Time is everything in a Terence Davies film. In Benediction, his biopic about English poet Siegfried Sassoon (Jack Lowden), he eventually covers his subject’s marriage to Hester Gatty (Kate Phillips). There’s a shot of the couple standing still, facing the camera as they pose for a wedding photo (a shot that tends to pop up throughout the director’s filmography). The camera flashes, we see the black-and-white photo, and then a fade transitions us to the future, where it rests on their bedside while Hester looks at their newborn child. The sequence is an encapsulation of what Davies does best: observing life with one’s head facing backwards, the cumulative weight of the past bearing down on every moment of the present.
Benediction shows how Sassoon got to that point in his life and beyond, hopping back and forth from his younger days to his older self (played by Peter Capaldi). The starting point is Sassoon’s refusal to return to the frontlines during World War I, writing a letter in protest of his country’s continuing participation in death and destruction across Europe. Sassoon saw it as an opportunity to make a defiant act of protest, but his attempt was neutered: superiors deemed him shell-shocked from time on the battlefield, shipping him off to a hospital in Edinburgh to “recover.”
It’s the first blow of many throughout Sassoon’s life, and a sign of how Davies wants to encapsulate the story of someone so complex. Sassoon saw failure in himself and humanity through his experience during the War, putting him on a doomed course to seek out solace and redemption. How this manifests itself in the years after begins with his sexuality—Sassoon was gay and started affairs with several men, among them Ivor Novello (Jeremy Irvine) and Stephen Tennant (Calam Lynch). Most of these relationships end in cruelty, leading him down the path of conformity through marriage, fatherhood and, in later years, Catholicism.
This all may sound like a somber affair, to be expected with Davies, but Benediction finds plenty of entertainment through Davies’ screenplay. Much like his last film A Quiet Passion, conversations double as linguistic tete-a-tetes, every line a quip volleyed back and forth in a battle to have the last word. It’s rare to hear writing with this much thought and effort, or a willingness to try writing in a way that doesn’t feel dedicated to realism. Sassoon’s involvement with the upper class in the early 20th century also allows Davies to have plenty of fun with some famous figures, throwing out barbs at the expense of Igor Stravinsky or Edith Sitwell. Those familiar with the era will get a kick out of these references; those less familiar with some of the names thrown about can still enjoy Davies’ wit.
Still, the comedy in Benediction is like a spoonful of sugar before Davies brings in the medicine. Sections with Capaldi as Sassoon in his later years provide the kind of existential gut punches we’ve seen in A Quiet Passion and The Deep Blue Sea, except this time with a bit less force. There’s some struggle trying to pin down Sassoon as a person, and Lowden’s turn as the younger self is so understated it creates a certain emotional distance. But a minor effort from Davies is a powerful one, his portrayal of Sassoon’s unfulfilled life undoubtedly moving.
Benediction premiered at the Toronto International Film Festival.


WHAT NEEDS TO BE DONE: Setting aside any pictures, reproduce the data exactly.

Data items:
————————

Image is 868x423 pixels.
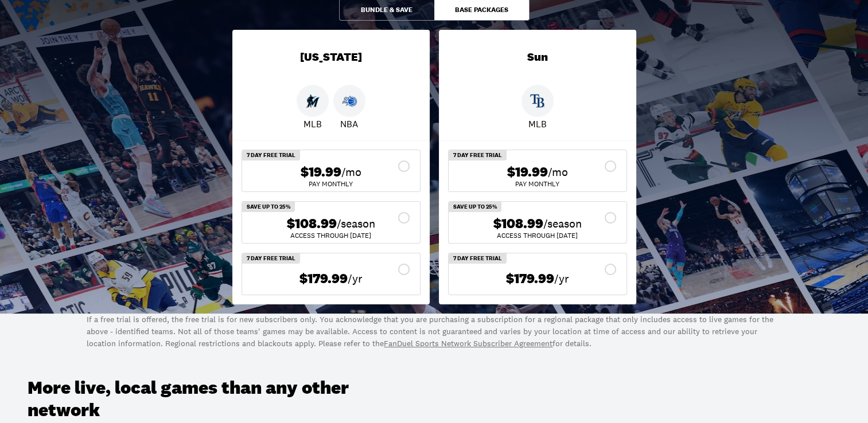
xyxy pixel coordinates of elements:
div: Pay Monthly [458,180,617,187]
span: /season [543,216,582,232]
span: $19.99 [301,164,341,180]
div: 7 Day Free Trial [449,150,507,161]
div: 7 Day Free Trial [242,150,300,161]
span: /yr [554,270,569,287]
span: $19.99 [507,164,548,180]
span: $108.99 [493,216,543,232]
span: /yr [348,270,363,287]
div: 7 Day Free Trial [449,253,507,264]
h3: More live, local games than any other network [28,377,393,421]
img: Rays [530,94,545,108]
span: $108.99 [287,216,337,232]
div: Pay Monthly [251,180,411,187]
div: ACCESS THROUGH [DATE] [251,232,411,239]
span: $179.99 [506,270,554,287]
div: [US_STATE] [232,30,430,85]
div: SAVE UP TO 25% [242,202,295,212]
div: ACCESS THROUGH [DATE] [458,232,617,239]
img: Magic [342,94,357,108]
img: Marlins [305,94,320,108]
span: /mo [548,164,568,180]
p: If a free trial is offered, the free trial is for new subscribers only. You acknowledge that you ... [87,314,781,350]
p: MLB [304,117,322,131]
div: Sun [439,30,636,85]
a: FanDuel Sports Network Subscriber Agreement [384,338,552,348]
span: /mo [341,164,361,180]
p: NBA [340,117,358,131]
span: /season [337,216,375,232]
div: 7 Day Free Trial [242,253,300,264]
div: SAVE UP TO 25% [449,202,501,212]
span: $179.99 [300,270,348,287]
p: MLB [529,117,546,131]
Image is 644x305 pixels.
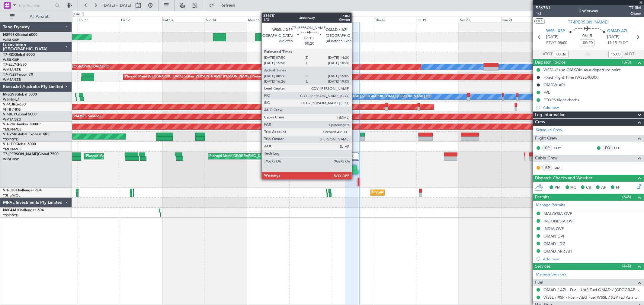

————————

ANSWER TO THE PROBLEM:
Image is 868x423 pixels.
xyxy pixel coordinates of elements:
div: Pay Monthly [458,180,617,187]
span: /season [543,216,582,232]
span: $19.99 [301,164,341,180]
div: 7 Day Free Trial [449,150,507,161]
div: 7 Day Free Trial [242,150,300,161]
span: /yr [554,270,569,287]
span: $19.99 [507,164,548,180]
span: $108.99 [493,216,543,232]
span: /yr [348,270,363,287]
div: 7 Day Free Trial [449,253,507,264]
h3: More live, local games than any other network [28,377,393,421]
img: Rays [530,94,545,108]
span: $108.99 [287,216,337,232]
div: Pay Monthly [251,180,411,187]
div: ACCESS THROUGH [DATE] [251,232,411,239]
span: $179.99 [506,270,554,287]
div: [US_STATE] [232,30,430,85]
div: SAVE UP TO 25% [242,202,295,212]
div: ACCESS THROUGH [DATE] [458,232,617,239]
img: Magic [342,94,357,108]
img: Marlins [305,94,320,108]
span: /mo [548,164,568,180]
p: If a free trial is offered, the free trial is for new subscribers only. You acknowledge that you ... [87,314,781,350]
p: MLB [304,117,322,131]
div: Sun [439,30,636,85]
a: FanDuel Sports Network Subscriber Agreement [384,338,552,348]
span: /mo [341,164,361,180]
p: NBA [340,117,358,131]
span: /season [337,216,375,232]
div: 7 Day Free Trial [242,253,300,264]
div: SAVE UP TO 25% [449,202,501,212]
span: $179.99 [300,270,348,287]
p: MLB [529,117,546,131]
Image is 644x305 pixels.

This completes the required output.